Then someone shouted at him from the open place at the back of the broken thing that had crashed into the wall, a human voice, an obvious challenge for a fight.
He spun to face the fool, expecting another human in the steel armor like the rest. But it was not. It was a male human, shorter than most, bulky in the chest and with darker skin than the flesh of the golden queen’s kind. This man wore no armor, though his clothing was still unlike any human garment Gromf had ever seen, black and gray, with a strange glittering button near his neck. He carried in his hand a strange weapon, similar in ways to the shape of the small crossbows humans used, but this one had no bow at the end, nor did it seem loaded with a bolt. It glowed in places along its shiny black length with a type of fire Gromf had never seen before either, in all, its use beyond reckoning. But Gromf knew it was a weapon by the way the human leveled it at him. The human said something, wiping as he did at a trickle of blood on his forehead. The human’s finger moved on the weapon and, for a moment at least, Gromf saw a thin red beam of light.
Chapter 36
Altin and Orli arrived at the Temple of Anvilwrath in Crown City only moments after the smoke-lettered summons from High Priestess Maul had appeared. Altin’s teleport placed them behind a huge column at the top of the front steps, a vantage of such altitude that it granted them a view of the city stretching away to the east, west and south. From that lofty locale, they could see that fires burned in many locations along the southern wall, and in places, the smoke rose from neighborhoods much closer to the temple than the wall, as much as a half measure into the city, the black plumes blowing eastward in jagged smears, marking the path of the demon disease as it began to encroach. Around the city they could see the red streaks of laser fire coming through the cloud layer above, the starships in orbit doing their part to burn back the attackers around the city. That was heartening, as were the small mushroom clouds in the distance, bright flashes that had Altin gawking for a time.

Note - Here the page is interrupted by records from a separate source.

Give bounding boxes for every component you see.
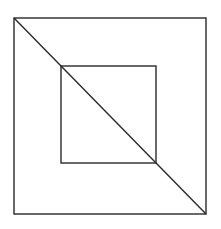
diagram-canvas xyxy=(0,0,221,229)
diagonal-line xyxy=(14,18,206,214)
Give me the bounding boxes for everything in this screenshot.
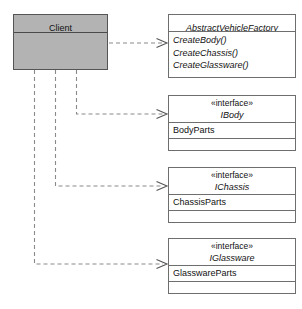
class-box-ibody[interactable]: «interface» IBody BodyParts: [168, 95, 296, 151]
operation-create-glassware: CreateGlassware(): [173, 59, 291, 72]
iglassware-title-compartment: «interface» IGlassware: [169, 239, 295, 265]
client-title-compartment: Client: [14, 15, 107, 32]
interface-name-ibody: IBody: [173, 109, 291, 121]
ichassis-attributes-compartment: ChassisParts: [169, 195, 295, 210]
class-name-client: Client: [49, 23, 72, 32]
edge-client-to-iglassware: [35, 70, 168, 269]
class-box-iglassware[interactable]: «interface» IGlassware GlasswareParts: [168, 238, 296, 294]
client-body-compartment: [14, 33, 107, 70]
attribute-body-parts: BodyParts: [173, 124, 291, 137]
class-box-ichassis[interactable]: «interface» IChassis ChassisParts: [168, 167, 296, 223]
abstract-factory-title-compartment: AbstractVehicleFactory: [169, 15, 295, 31]
stereotype-ichassis: «interface»: [173, 170, 291, 181]
stereotype-iglassware: «interface»: [173, 241, 291, 252]
interface-name-ichassis: IChassis: [173, 181, 291, 193]
abstract-factory-operations-compartment: CreateBody() CreateChassis() CreateGlass…: [169, 32, 295, 79]
uml-class-diagram: Client AbstractVehicleFactory CreateBody…: [0, 0, 302, 309]
edge-client-to-ibody: [77, 70, 168, 119]
ibody-attributes-compartment: BodyParts: [169, 123, 295, 138]
interface-name-iglassware: IGlassware: [173, 252, 291, 264]
class-box-abstract-vehicle-factory[interactable]: AbstractVehicleFactory CreateBody() Crea…: [168, 14, 296, 78]
ibody-title-compartment: «interface» IBody: [169, 96, 295, 122]
iglassware-attributes-compartment: GlasswareParts: [169, 266, 295, 281]
ibody-operations-compartment: [169, 139, 295, 153]
edge-client-to-abstract-factory: [109, 39, 167, 48]
operation-create-chassis: CreateChassis(): [173, 47, 291, 60]
ichassis-title-compartment: «interface» IChassis: [169, 168, 295, 194]
iglassware-operations-compartment: [169, 282, 295, 296]
stereotype-ibody: «interface»: [173, 98, 291, 109]
class-box-client[interactable]: Client: [13, 14, 108, 70]
attribute-chassis-parts: ChassisParts: [173, 196, 291, 209]
class-name-abstract-vehicle-factory: AbstractVehicleFactory: [186, 23, 278, 31]
edge-client-to-ichassis: [56, 70, 168, 191]
ichassis-operations-compartment: [169, 211, 295, 225]
operation-create-body: CreateBody(): [173, 34, 291, 47]
attribute-glassware-parts: GlasswareParts: [173, 267, 291, 280]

“It is as if the nine levels of hell truly have opened,” he said. “These are the things of myth, the things of gods.”
“No, these are the things of human history,” Orli replied. “This is what’s wrong with us.”
That was true, and Altin nodded. It was all he could do to suppress the urge to get back to the wall and help them. Orli saw it in the look that came across his face, the way his lips rolled in and the inclination of his posture toward the stairs. She touched his arm, turning him to look at her. She shook her head.
The tension bending him toward the fight released as he saw the truth of the situation in her eyes. It wouldn’t be enough. He faced back toward the temple interior again. “All right, let’s go.”
If the Temple of Anvilwrath in Leekant could be said to be immense, grandiose and spectacular, then the temple in Crown City was nothing less than the absolute manifestation of architectural strength and power. Nothing in the city besides the Palace competed with it in terms of scope, scale or awe. Where the Palace was audacious, ambitious and elegant with its spires climbing a half measure into the sky, the house of Anvilwrath was vast, stalwart and brutal. Though he had been there before, Altin couldn’t help wonder as the two of them ran inside, moving deeper and deeper into the maze of its thick colonnades, if either demon or “tactical nuke” could do such a place any harm. It seemed to possess a solidity that must be invincible. The sheer scale was hard to comprehend, not in height but in endlessness. They ran and ran and ran, and yet the rows and rows of massive columns seemed never to stop. No end appeared, no change in the sameness of all those trunks of stone, every one thirty spans high and at least half that in diameter. The carvings changed, the runes changed, but never the scale or density. It was as if they had come into the realm of squat colonnades, some strange place where there existed only cylindrical stone and the space between them.
So run they did, on and on, winding through what seemed at least a full measure before coming into the “outer courtyard,” which was a term, given the distance they’d come, that might have made them both laugh at some other time, some less dire place in history.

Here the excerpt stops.